As the case progresses, Winge and Mikel find the lengths some of the aristocracy will go to in their thirst for power and wealth, and the depth of corruption, particularly a group who call themselves the Eumenides.

The novel is broken into four parts and there are two more characters who play a major roll in the narrative. The second part of the novel is devoted to one of these characters.

Kristofer Blix is training to become a surgeon and we learn about his story through numerous letters that he has written to his sister. Blix seems to be a bit of a vagabond, borrowing money from one person to pay off another, keeping enough to live a hedonistic lifestyle, locked in a vicious cycle that eventually takes a terrible toll on him. The whole second part of the novel is devoted to this integral character. The novel is steeped in gore, but this second part is particularly blood curdling.

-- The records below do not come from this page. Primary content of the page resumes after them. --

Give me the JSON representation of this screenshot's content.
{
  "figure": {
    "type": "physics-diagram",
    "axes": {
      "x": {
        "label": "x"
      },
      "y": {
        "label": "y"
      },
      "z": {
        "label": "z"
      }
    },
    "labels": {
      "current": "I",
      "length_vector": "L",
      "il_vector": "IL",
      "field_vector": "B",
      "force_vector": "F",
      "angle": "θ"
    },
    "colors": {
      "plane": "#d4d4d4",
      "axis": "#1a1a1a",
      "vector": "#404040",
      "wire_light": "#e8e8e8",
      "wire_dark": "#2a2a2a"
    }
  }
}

The third part of the book introduces Anna Stina. Anna sells fruit and vegetables on the street. Unfortunately, this is a guise adopted by prostitutes, and Anna is wrongly convicted of prostitution and sent to a workhouse to spend her days spinning string. This sounds like quite an easy sentence, but nothing could be further from the truth. The workhouse is run by a man who lives for torture and violence, and Anna realises that if she is to survive than she must escape.

As with Blix, Anna is integral to the narrative as well, and a wonderful character.

After these two characters have been well and truly integrated into the story part four returns to Winge and Mikel as they get closer to finding their killer.

There is a great deal of history stored within this narrative as well. The era is a great backdrop for an historical murder mystery. Sweden has emerged from war with Russia penniless and broken. King Gustav III has been assassinated and the Swedish aristocracy has grave fears that their country will follow France into revolution. For lovers of the great 18th Century naval battles, Mikel has some ripping anecdotes.

This novel is extremely graphic and violent, but it is violence that is needed for the narrative. The novel would suffer if the violence was toned down. If you can get through the violence, there is some wonderful, historic, Swedish crime fiction on offer here. 4 Stars.



Niklas Natt och Dag (“Night and Day”) debuted as an author with the historical literary novel 1793. Natt och Dag himself has an undeniable connection to Swedish history, being a member of the oldest surviving noble family in Sweden. When he isn’t writing or reading, Natt och Dag enjoys playing the guitar, mandolin, violin, or the Japanese bamboo flute, shakuhachi.

Niklas Natt och Dag lives in Stockholm with his wife and their two sons.


His debut historical novel 1793 has also been translated into english, and I am eager to get a copy of it.